Saved data entries

::::::

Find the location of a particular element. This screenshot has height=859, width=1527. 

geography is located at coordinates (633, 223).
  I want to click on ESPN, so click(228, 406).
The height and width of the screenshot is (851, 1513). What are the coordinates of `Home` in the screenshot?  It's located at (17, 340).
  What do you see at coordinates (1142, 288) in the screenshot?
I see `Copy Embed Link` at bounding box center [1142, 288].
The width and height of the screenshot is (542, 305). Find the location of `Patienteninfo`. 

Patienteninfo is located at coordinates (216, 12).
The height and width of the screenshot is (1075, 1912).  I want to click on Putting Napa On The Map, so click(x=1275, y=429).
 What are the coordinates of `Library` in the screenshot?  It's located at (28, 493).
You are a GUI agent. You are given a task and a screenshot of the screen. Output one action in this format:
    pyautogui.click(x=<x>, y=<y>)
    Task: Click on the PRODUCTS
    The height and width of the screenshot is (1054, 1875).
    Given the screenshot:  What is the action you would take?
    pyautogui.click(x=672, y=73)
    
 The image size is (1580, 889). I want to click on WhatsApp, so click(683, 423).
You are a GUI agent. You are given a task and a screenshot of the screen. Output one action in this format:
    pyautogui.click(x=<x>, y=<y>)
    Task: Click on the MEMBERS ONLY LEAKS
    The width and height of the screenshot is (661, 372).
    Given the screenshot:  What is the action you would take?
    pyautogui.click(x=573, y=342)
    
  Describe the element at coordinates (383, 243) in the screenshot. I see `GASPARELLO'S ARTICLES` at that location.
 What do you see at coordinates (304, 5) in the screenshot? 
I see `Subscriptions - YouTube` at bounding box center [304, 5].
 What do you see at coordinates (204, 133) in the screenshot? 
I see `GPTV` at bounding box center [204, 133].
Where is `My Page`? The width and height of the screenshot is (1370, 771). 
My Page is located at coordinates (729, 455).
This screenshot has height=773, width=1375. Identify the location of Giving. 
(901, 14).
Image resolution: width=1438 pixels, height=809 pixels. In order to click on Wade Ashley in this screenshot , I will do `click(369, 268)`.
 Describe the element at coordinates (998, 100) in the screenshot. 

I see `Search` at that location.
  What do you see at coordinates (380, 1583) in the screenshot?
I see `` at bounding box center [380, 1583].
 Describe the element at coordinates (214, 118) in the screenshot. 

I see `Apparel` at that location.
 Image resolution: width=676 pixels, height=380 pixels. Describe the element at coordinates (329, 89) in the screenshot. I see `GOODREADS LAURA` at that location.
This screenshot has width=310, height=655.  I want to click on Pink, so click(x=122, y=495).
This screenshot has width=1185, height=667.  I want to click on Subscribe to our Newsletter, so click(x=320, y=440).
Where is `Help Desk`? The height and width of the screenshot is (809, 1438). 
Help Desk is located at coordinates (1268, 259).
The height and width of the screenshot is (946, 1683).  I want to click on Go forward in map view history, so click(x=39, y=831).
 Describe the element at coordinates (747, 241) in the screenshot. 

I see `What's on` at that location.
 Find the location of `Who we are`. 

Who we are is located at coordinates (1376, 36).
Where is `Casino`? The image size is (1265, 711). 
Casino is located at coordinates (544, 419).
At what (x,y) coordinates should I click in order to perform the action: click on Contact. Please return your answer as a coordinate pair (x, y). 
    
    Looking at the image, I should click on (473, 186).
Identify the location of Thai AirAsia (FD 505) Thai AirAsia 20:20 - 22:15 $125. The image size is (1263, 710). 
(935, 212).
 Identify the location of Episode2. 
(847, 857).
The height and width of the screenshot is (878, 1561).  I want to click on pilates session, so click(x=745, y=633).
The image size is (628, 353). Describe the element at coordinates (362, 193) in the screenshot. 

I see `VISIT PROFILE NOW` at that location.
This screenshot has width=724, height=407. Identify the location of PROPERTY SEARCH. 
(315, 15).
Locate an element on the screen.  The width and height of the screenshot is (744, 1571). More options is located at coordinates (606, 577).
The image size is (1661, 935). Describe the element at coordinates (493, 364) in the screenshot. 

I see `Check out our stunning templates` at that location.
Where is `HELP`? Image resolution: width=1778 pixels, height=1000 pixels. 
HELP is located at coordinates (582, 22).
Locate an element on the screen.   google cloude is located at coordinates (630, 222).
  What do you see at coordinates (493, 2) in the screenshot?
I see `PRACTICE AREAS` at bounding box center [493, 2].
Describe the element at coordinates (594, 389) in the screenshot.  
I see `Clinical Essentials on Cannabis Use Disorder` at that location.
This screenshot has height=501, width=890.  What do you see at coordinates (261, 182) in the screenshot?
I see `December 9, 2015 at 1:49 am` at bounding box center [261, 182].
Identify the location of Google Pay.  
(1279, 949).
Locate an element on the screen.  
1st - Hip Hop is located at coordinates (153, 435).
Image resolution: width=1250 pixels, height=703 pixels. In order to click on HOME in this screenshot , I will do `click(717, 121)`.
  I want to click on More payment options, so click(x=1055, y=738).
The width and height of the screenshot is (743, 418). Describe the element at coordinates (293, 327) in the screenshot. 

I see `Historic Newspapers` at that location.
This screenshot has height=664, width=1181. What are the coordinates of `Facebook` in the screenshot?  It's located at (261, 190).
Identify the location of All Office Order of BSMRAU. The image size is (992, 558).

::::::

Retype every line of the data, keeping each one exactly as it is.

Find the location of a particular element. This screenshot has height=859, width=1527. 

geography is located at coordinates (633, 223).
  I want to click on ESPN, so click(228, 406).
The height and width of the screenshot is (851, 1513). What are the coordinates of `Home` in the screenshot?  It's located at (17, 340).
  What do you see at coordinates (1142, 288) in the screenshot?
I see `Copy Embed Link` at bounding box center [1142, 288].
The width and height of the screenshot is (542, 305). Find the location of `Patienteninfo`. 

Patienteninfo is located at coordinates (216, 12).
The height and width of the screenshot is (1075, 1912).  I want to click on Putting Napa On The Map, so click(x=1275, y=429).
 What are the coordinates of `Library` in the screenshot?  It's located at (28, 493).
You are a GUI agent. You are given a task and a screenshot of the screen. Output one action in this format:
    pyautogui.click(x=<x>, y=<y>)
    Task: Click on the PRODUCTS
    The height and width of the screenshot is (1054, 1875).
    Given the screenshot:  What is the action you would take?
    pyautogui.click(x=672, y=73)
    
 The image size is (1580, 889). I want to click on WhatsApp, so click(683, 423).
You are a GUI agent. You are given a task and a screenshot of the screen. Output one action in this format:
    pyautogui.click(x=<x>, y=<y>)
    Task: Click on the MEMBERS ONLY LEAKS
    The width and height of the screenshot is (661, 372).
    Given the screenshot:  What is the action you would take?
    pyautogui.click(x=573, y=342)
    
  Describe the element at coordinates (383, 243) in the screenshot. I see `GASPARELLO'S ARTICLES` at that location.
 What do you see at coordinates (304, 5) in the screenshot? 
I see `Subscriptions - YouTube` at bounding box center [304, 5].
 What do you see at coordinates (204, 133) in the screenshot? 
I see `GPTV` at bounding box center [204, 133].
Where is `My Page`? The width and height of the screenshot is (1370, 771). 
My Page is located at coordinates (729, 455).
This screenshot has height=773, width=1375. Identify the location of Giving. 
(901, 14).
Image resolution: width=1438 pixels, height=809 pixels. In order to click on Wade Ashley in this screenshot , I will do `click(369, 268)`.
 Describe the element at coordinates (998, 100) in the screenshot. 

I see `Search` at that location.
  What do you see at coordinates (380, 1583) in the screenshot?
I see `` at bounding box center [380, 1583].
 Describe the element at coordinates (214, 118) in the screenshot. 

I see `Apparel` at that location.
 Image resolution: width=676 pixels, height=380 pixels. Describe the element at coordinates (329, 89) in the screenshot. I see `GOODREADS LAURA` at that location.
This screenshot has width=310, height=655.  I want to click on Pink, so click(x=122, y=495).
This screenshot has width=1185, height=667.  I want to click on Subscribe to our Newsletter, so click(x=320, y=440).
Where is `Help Desk`? The height and width of the screenshot is (809, 1438). 
Help Desk is located at coordinates (1268, 259).
The height and width of the screenshot is (946, 1683).  I want to click on Go forward in map view history, so click(x=39, y=831).
 Describe the element at coordinates (747, 241) in the screenshot. 

I see `What's on` at that location.
 Find the location of `Who we are`. 

Who we are is located at coordinates (1376, 36).
Where is `Casino`? The image size is (1265, 711). 
Casino is located at coordinates (544, 419).
At what (x,y) coordinates should I click in order to perform the action: click on Contact. Please return your answer as a coordinate pair (x, y). 
    
    Looking at the image, I should click on (473, 186).
Identify the location of Thai AirAsia (FD 505) Thai AirAsia 20:20 - 22:15 $125. The image size is (1263, 710). 
(935, 212).
 Identify the location of Episode2. 
(847, 857).
The height and width of the screenshot is (878, 1561).  I want to click on pilates session, so click(x=745, y=633).
The image size is (628, 353). Describe the element at coordinates (362, 193) in the screenshot. 

I see `VISIT PROFILE NOW` at that location.
This screenshot has width=724, height=407. Identify the location of PROPERTY SEARCH. 
(315, 15).
Locate an element on the screen.  The width and height of the screenshot is (744, 1571). More options is located at coordinates (606, 577).
The image size is (1661, 935). Describe the element at coordinates (493, 364) in the screenshot. 

I see `Check out our stunning templates` at that location.
Where is `HELP`? Image resolution: width=1778 pixels, height=1000 pixels. 
HELP is located at coordinates (582, 22).
Locate an element on the screen.   google cloude is located at coordinates (630, 222).
  What do you see at coordinates (493, 2) in the screenshot?
I see `PRACTICE AREAS` at bounding box center [493, 2].
Describe the element at coordinates (594, 389) in the screenshot.  
I see `Clinical Essentials on Cannabis Use Disorder` at that location.
This screenshot has height=501, width=890.  What do you see at coordinates (261, 182) in the screenshot?
I see `December 9, 2015 at 1:49 am` at bounding box center [261, 182].
Identify the location of Google Pay.  
(1279, 949).
Locate an element on the screen.  
1st - Hip Hop is located at coordinates (153, 435).
Image resolution: width=1250 pixels, height=703 pixels. In order to click on HOME in this screenshot , I will do `click(717, 121)`.
  I want to click on More payment options, so click(x=1055, y=738).
The width and height of the screenshot is (743, 418). Describe the element at coordinates (293, 327) in the screenshot. 

I see `Historic Newspapers` at that location.
This screenshot has height=664, width=1181. What are the coordinates of `Facebook` in the screenshot?  It's located at (261, 190).
Identify the location of All Office Order of BSMRAU. The image size is (992, 558).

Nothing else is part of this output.